One of the things I'm confused about is whether all of your object instantiation needs to be controlled by the DI framework (Spring, Guice, etc).

Or, if not, how do you determine which objects are instantiated by the framework and which objects are instantiated with the new operator?

+7  A: 

No, there's still a place for new. Not all objects need be under the DI factory's control.

You can easily spot the classes that need to be under the DI factory's control, because they usually involve interfaces and implementations.

Any local object in an implementation is entitled to call new. Model objects instantiated to satisfy a particular use case should be instantiated by calling new and passing the parameter values for that particular instance.

duffymo
+1  A: 

As long as newing-up doesn't prevent you from isolating units of behaviour for testing, you're alright. Examples might be creating collections or value types used within an implementation, but not actually doing "object work," per se.

Focus on the word "dependency" -- is the object in question relied upon in some way for the containing object to fulfill its one true purpose for existing? If so, it should be injected from without.

Jay
+8  A: 

I've found this post by Miško Hevery very helpful in distinguishing between which objects should be injected as dependencies and which it's OK to create. He distinguishes between 'Newable' and 'Injectable' classes.

Ben Lings
A subtext of Miško's article is that doing Test Driven Development often makes it obvious when to use DI.
toolbear74
A: 

new doesn't necessarily rule out DI frameworks.
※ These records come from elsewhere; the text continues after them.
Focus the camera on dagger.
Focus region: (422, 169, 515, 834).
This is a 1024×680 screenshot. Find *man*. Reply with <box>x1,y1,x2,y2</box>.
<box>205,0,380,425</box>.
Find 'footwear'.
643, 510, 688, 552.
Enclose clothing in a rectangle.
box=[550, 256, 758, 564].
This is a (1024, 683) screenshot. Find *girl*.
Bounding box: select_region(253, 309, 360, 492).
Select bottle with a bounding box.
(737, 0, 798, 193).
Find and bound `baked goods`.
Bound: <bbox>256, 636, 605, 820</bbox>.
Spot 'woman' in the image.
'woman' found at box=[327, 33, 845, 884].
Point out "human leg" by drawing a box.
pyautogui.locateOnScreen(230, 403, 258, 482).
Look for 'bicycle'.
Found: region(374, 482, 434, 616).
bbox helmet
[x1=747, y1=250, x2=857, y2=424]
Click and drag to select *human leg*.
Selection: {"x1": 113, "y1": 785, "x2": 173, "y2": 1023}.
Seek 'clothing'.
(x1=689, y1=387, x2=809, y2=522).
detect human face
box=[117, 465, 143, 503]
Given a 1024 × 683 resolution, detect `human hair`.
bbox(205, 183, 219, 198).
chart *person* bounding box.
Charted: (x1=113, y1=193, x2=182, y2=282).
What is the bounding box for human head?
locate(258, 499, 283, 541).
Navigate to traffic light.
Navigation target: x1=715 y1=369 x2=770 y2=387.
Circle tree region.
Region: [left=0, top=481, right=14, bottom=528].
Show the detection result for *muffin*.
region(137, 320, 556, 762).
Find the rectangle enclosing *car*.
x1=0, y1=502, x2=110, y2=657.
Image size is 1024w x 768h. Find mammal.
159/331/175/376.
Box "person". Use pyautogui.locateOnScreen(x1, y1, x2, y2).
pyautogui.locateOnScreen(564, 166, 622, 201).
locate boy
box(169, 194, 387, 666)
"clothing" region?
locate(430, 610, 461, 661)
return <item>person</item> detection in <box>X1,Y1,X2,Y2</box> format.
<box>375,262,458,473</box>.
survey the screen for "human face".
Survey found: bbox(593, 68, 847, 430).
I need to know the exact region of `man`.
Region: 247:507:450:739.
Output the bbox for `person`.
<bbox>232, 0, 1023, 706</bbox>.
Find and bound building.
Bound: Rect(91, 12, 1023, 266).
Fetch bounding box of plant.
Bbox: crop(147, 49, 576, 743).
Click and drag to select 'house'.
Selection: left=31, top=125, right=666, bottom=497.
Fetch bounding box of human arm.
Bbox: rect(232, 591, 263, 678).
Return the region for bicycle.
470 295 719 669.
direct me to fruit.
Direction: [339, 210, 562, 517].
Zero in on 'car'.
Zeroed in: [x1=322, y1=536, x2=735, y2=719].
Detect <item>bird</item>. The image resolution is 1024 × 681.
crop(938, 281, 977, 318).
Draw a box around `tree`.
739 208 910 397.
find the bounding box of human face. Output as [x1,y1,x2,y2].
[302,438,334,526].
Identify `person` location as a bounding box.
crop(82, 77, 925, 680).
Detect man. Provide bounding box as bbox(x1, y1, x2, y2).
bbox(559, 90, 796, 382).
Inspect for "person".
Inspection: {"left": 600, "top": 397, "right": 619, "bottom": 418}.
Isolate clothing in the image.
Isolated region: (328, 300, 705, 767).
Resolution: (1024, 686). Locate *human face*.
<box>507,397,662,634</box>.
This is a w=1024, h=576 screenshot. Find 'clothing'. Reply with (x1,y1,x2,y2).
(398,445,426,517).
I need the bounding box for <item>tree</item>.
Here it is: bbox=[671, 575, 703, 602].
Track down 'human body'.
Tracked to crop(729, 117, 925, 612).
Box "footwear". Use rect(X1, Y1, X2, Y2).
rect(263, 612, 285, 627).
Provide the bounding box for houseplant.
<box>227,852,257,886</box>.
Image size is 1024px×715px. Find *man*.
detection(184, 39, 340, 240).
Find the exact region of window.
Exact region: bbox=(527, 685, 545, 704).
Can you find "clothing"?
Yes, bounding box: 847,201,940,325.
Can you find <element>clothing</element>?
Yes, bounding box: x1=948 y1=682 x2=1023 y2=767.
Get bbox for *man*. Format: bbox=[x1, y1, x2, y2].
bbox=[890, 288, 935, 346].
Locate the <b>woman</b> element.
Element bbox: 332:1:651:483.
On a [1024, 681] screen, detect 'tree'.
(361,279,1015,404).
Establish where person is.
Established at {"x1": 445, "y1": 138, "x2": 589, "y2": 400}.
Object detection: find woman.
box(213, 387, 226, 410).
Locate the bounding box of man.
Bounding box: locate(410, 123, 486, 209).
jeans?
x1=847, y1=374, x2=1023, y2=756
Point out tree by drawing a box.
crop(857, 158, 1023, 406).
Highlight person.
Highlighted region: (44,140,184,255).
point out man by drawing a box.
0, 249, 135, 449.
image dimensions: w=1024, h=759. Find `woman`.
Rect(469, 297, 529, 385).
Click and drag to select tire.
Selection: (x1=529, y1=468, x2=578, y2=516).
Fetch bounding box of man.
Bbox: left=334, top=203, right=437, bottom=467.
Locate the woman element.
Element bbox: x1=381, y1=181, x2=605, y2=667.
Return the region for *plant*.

In Spring, for example, you can use classloading magic to perform dependency injection on any object created by new.

So while new and container-driven DI in java are usually mutually exclusive, this isn't a hard and fast rule.

skaffman
+1  A: 

I'd say simpler Objects with no 'real' dependencies should not be injected. These could be data objects or, of course, exceptions and the like.

The 'eliminats the new operator' thing basically just gives a good guideline where to look for DI-able stuff.